Outgoing US president Joe Biden has U-turned on a previous promise not to pardon his son Hunter from the federal charges he is facing.
Hunter Biden was convicted in June on three felonies related to buying a gun in 2018, with prosecutors arguing that he lied in his paperwork by claiming he was not illegally using or addicted to drugs.
He also issued a guilty plea over accusations that he had not paid at least $1.4 million (£1.1 million) in taxes, saying he’d decided to plead guilty to spare his family embarrassment, after the previous trial over the gun charges had revealed details about his addiction to crack cocaine.
The gun conviction carried a maximum sentence of 25 years in prison, while the tax charges could put someone behind bars for up to 17 years. However, sentencing guidelines would likely have called for much less time than that and it would even have been possible that Hunter Biden would not have gone to prison.
Joe Biden will be leaving the White House next month after announcing he would not be seeking a second term as president, and since his party lost the election it will be Donald Trump and the Republicans returning for a second term to replace him there.
Biden’s administration had repeatedly denied that the president would pardon his son, including on 8 November after the election result made it clear that Trump would soon be occupying the White House once again.
On that day the White House press secretary said: “We’ve been asked that question multiple times. Our answer stands, which is no.”
Since then, the US president issued a statement declaring that he had now changed his mind and granted his son a ‘full and unconditional’ pardon, arguing that the prosecution had been a ‘miscarriage of justice’ and politically motivated.
He said: “The charges in his cases came about only after several of my political opponents in Congress instigated them to attack me and oppose my election.
“No reasonable person who looks at the facts of Hunter’s cases can reach any other conclusion than Hunter was singled out only because he is my son.”
“I hope Americans will understand why a father and a President would come to this decision.”
Hunter Biden said in a statement: “I have admitted and taken responsibility for my mistakes during the darkest days of my addiction – mistakes that have been exploited to publicly humiliate and shame me and my family for political sport.”
The U-turn is surprising in one aspect, considering the repeated denials that Biden would pardon his son, but very unsurprising in another regard considering the US judicial system is about to be handed over to a man who makes reference to the ‘Biden Crime Family’, and has alleged that they are running a ‘criminal enterprise’.

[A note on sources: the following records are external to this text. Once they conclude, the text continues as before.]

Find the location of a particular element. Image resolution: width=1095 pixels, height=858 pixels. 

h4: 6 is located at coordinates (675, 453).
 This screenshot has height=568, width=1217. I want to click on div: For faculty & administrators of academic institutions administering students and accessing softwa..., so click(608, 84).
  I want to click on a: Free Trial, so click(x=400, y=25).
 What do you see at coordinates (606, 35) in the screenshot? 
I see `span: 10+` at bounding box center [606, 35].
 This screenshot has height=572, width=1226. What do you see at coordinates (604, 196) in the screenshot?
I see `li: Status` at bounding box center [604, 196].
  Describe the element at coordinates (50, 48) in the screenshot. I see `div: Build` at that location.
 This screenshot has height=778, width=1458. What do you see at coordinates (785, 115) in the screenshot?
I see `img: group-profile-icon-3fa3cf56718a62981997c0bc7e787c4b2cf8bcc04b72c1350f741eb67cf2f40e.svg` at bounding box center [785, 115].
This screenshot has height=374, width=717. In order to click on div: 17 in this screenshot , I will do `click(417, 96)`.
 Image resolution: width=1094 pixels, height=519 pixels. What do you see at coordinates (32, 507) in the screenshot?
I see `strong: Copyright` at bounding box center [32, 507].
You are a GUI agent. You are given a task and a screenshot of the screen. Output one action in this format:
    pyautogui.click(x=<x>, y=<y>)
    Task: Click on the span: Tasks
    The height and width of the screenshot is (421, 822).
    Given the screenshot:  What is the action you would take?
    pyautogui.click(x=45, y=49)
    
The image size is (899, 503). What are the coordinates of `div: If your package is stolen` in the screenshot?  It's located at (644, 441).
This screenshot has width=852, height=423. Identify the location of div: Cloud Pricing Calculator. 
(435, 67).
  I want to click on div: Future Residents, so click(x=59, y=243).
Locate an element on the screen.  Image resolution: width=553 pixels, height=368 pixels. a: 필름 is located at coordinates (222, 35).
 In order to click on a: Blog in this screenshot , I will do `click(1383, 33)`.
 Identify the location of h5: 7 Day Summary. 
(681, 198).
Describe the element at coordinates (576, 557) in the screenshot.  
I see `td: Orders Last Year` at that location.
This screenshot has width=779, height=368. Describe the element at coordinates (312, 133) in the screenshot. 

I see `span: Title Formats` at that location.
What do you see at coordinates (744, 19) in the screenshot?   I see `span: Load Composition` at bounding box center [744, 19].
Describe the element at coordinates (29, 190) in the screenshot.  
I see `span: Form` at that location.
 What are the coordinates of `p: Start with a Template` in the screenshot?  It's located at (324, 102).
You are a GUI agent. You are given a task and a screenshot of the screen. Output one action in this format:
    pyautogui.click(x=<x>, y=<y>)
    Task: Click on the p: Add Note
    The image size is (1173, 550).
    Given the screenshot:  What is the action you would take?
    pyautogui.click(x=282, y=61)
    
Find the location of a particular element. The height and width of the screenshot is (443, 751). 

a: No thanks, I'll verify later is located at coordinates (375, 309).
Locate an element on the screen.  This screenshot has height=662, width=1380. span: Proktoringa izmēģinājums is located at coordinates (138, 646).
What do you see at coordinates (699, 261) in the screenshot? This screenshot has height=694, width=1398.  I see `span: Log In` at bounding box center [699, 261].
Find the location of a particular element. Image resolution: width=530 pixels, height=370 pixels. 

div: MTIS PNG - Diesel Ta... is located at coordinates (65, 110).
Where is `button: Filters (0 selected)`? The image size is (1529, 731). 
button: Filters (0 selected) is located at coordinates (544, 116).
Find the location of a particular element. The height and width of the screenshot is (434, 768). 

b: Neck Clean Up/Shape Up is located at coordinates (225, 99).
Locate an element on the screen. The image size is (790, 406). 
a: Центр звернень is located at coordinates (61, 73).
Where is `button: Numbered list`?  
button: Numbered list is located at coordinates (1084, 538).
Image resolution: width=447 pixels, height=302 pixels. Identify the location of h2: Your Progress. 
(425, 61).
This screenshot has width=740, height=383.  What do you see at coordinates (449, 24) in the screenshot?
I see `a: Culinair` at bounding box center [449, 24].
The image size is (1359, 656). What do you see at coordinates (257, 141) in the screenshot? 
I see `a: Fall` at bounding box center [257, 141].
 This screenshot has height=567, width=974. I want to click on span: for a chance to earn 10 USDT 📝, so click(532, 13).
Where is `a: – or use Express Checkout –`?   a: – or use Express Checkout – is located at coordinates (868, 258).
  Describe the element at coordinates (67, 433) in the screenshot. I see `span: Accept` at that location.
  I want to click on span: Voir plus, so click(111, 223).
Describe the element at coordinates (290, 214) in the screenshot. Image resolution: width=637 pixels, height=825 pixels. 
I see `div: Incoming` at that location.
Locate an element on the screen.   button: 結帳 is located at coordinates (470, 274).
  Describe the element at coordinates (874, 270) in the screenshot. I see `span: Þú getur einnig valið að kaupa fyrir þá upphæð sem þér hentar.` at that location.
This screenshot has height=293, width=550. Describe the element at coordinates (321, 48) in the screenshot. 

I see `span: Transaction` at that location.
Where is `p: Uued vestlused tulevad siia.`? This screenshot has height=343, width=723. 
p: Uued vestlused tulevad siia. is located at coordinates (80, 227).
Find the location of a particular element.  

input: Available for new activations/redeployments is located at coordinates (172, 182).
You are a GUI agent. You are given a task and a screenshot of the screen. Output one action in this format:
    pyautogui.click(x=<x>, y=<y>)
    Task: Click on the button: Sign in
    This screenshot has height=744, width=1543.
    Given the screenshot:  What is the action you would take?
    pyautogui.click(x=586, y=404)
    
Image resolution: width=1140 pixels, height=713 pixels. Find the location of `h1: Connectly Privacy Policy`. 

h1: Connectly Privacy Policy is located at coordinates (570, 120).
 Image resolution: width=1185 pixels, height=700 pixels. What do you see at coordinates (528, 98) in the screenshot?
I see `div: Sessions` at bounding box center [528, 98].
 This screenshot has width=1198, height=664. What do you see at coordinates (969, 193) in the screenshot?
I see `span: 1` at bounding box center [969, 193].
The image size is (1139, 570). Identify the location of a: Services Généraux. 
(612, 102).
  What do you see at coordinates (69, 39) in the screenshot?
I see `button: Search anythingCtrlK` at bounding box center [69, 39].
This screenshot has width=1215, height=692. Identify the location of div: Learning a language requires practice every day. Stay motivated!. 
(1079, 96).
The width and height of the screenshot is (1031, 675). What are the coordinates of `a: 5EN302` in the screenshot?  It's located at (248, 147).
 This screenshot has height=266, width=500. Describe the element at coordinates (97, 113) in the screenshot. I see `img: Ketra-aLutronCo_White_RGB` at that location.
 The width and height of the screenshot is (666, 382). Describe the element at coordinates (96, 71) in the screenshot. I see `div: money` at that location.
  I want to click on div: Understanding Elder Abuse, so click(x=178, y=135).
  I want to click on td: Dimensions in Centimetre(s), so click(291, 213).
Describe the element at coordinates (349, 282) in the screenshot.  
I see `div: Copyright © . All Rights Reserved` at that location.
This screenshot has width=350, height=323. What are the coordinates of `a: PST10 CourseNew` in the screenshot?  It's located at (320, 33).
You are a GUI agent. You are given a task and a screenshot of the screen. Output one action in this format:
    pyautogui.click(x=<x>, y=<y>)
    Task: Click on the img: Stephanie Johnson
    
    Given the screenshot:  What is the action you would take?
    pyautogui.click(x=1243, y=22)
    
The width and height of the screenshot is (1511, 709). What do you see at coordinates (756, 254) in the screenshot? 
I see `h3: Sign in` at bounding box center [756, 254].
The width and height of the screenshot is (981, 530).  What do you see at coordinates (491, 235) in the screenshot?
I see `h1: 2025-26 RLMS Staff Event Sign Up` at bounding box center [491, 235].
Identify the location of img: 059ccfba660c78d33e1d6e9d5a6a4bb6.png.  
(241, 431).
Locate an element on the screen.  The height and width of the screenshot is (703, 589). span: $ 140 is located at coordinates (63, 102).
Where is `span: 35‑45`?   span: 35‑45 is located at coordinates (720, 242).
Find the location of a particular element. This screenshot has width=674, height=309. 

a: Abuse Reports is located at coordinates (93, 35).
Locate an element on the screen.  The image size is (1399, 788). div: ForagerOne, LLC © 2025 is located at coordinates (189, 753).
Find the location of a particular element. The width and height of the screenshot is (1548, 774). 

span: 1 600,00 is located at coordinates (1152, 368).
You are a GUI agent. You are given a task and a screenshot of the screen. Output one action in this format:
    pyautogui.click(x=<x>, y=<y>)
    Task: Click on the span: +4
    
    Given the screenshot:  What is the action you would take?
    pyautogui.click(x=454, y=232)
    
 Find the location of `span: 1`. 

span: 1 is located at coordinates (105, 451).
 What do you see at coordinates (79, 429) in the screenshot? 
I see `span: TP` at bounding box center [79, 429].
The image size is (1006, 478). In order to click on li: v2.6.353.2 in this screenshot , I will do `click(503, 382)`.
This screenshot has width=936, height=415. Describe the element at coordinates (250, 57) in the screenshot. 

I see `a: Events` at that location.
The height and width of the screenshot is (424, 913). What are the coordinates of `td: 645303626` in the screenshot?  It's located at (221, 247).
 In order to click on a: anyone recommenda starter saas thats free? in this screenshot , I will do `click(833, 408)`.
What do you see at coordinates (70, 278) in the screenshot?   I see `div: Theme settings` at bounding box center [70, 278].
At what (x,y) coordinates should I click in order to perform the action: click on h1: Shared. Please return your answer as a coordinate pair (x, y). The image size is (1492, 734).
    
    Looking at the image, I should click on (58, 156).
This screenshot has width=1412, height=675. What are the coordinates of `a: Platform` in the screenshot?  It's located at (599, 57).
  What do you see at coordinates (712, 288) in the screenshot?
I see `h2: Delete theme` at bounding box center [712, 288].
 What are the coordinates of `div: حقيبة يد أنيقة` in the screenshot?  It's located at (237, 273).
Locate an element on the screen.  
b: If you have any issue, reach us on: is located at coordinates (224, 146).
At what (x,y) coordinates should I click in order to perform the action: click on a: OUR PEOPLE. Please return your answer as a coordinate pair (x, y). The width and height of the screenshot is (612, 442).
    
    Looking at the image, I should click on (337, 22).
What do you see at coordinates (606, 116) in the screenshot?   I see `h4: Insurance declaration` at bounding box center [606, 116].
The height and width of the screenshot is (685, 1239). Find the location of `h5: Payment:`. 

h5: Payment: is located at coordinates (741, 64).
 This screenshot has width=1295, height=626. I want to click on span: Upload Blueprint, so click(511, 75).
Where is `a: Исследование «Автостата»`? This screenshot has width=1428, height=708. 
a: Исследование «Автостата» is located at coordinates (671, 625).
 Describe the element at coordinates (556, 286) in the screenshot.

Donald Trump released a statement following the announcement of the pardon, making reference to the people who were imprisoned during the attempted insurrection on 6 January, 2021 and claiming it was ‘an abuse and miscarriage of justice’.
Trump said: “Does the Pardon given by Joe to Hunter include the J-6 Hostages, who have now been imprisoned for years? Such an abuse and miscarriage of Justice!”
When Trump last exited the White House, he issued a significant number of pardons for those associated with him who had been connected to criminal investigations surrounding his administration.
At the end of the day, the 82-year-old Biden is not going to be president again and while he still has the power to do so, he has removed the possibility of his son facing jail time, any political consequences of this will not be borne by Joe Biden.